Counseling, Crisis Response Focus Of School Safety Conference

Keynote speaker Carly Posey addresses the crowd at the 14th annual Arkansas Safe Schools Conference in North Little Rock.
Daniel Breen
/
KUAR
Keynote speaker Carly Posey addresses the crowd at the 14th annual Arkansas Safe Schools Conference in North Little Rock.

Law enforcement and education officials from around the state are gathering in North Little Rock to discuss best practices for improving school security.

The 14th annual Arkansas Safe Schools Conference comes one week after the Arkansas School Safety Commission released its preliminary report on how to thwart and respond to threats of school violence.

The commission, formed in response to the shooting at Marjory Stoneman Douglas High School in Parkland, Fla., recommended each school have an armed security presence.

Dr. Cheryl May, director of the University of Arkansas System Criminal Justice Institute and chair of the state School Safety Commission, was in attendance at North Little Rock’s Wyndham Hotel Monday. May said she agrees with Gov. Asa Hutchinson’s call for more counseling services to be made available to students.

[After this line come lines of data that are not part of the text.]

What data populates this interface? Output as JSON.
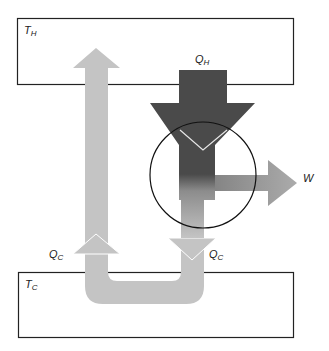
{
  "diagram": {
    "type": "heat-engine-energy-flow",
    "reservoirs": [
      {
        "id": "hot",
        "symbol": "T",
        "subscript": "H"
      },
      {
        "id": "cold",
        "symbol": "T",
        "subscript": "C"
      }
    ],
    "flows": [
      {
        "id": "qh",
        "symbol": "Q",
        "subscript": "H",
        "direction": "down"
      },
      {
        "id": "qc-out",
        "symbol": "Q",
        "subscript": "C",
        "direction": "down"
      },
      {
        "id": "qc-return",
        "symbol": "Q",
        "subscript": "C",
        "direction": "up"
      },
      {
        "id": "w",
        "symbol": "W",
        "direction": "right"
      }
    ],
    "colors": {
      "hot_flow": "#4a4a4a",
      "cold_flow": "#c4c4c4",
      "work_flow": "#a8a8a8",
      "box_stroke": "#222222",
      "circle_stroke": "#111111"
    }
  }
}
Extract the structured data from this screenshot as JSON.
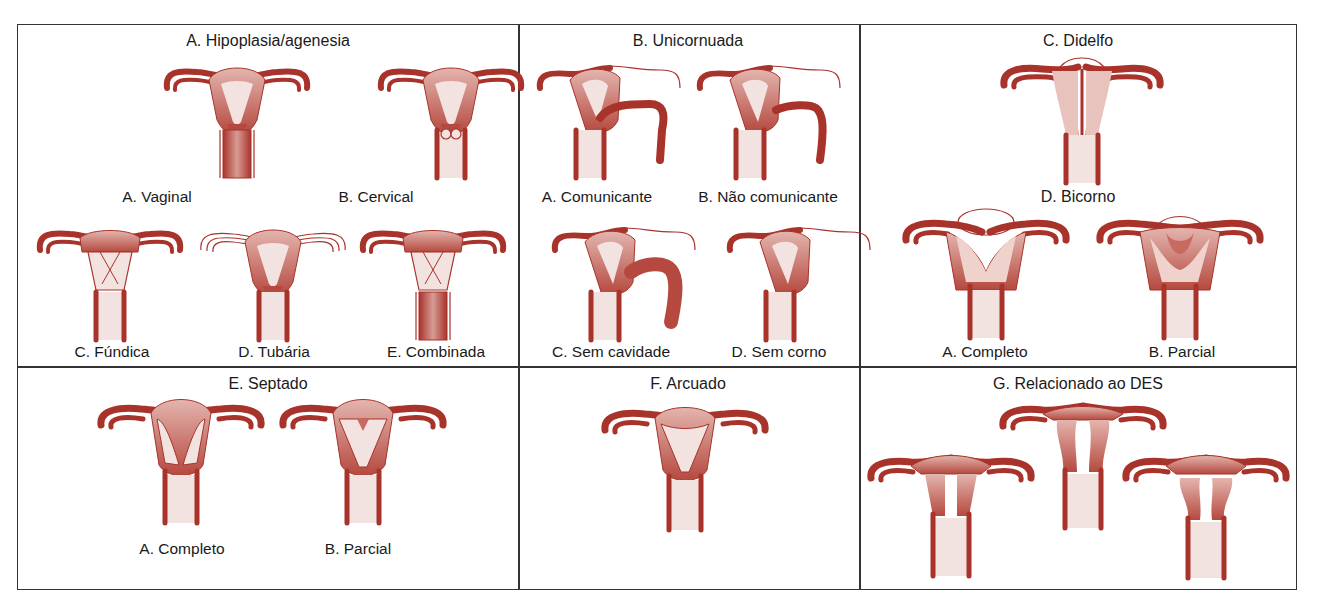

"That's one of the things we, as a commission, are looking at as well. So it is critically important on so many levels," May said. "We also looked at behavioral threat assessments, and the issue for us is this is our preliminary report. This is not our final report."

Gov. Hutchinson has directed the Arkansas Department of Education to expand availability of school counselors through an existing state law.

The conference’s keynote speaker, Carly Posey, has been advocating for increased school security following the 2012 Sandy Hook school shooting in Newtown, Conn. Posey's son Reichen was in the first classroom entered by the shooter but escaped uninjured.

Posey voiced her support for Hutchinson’s call for greater accessibility to counseling services, saying the nationwide average of 482 students per counselor is far short of the recommended 250 to 1 ratio.

"Counselors… their jobs have become like paperwork, really," Posey said. "So kind of fixing that, it sounds like [the] governor has sort of a plan."

Later Monday, the state Legislative Joint Performance Review Committee met to discuss the Arkansas School Safety Commission’s recommendations. The commission is set to meet again July 26, with a final report due to the governor by the end of November.

Daniel Breen is a third-year undergraduate journalism student at the University of Arkansas at Little Rock.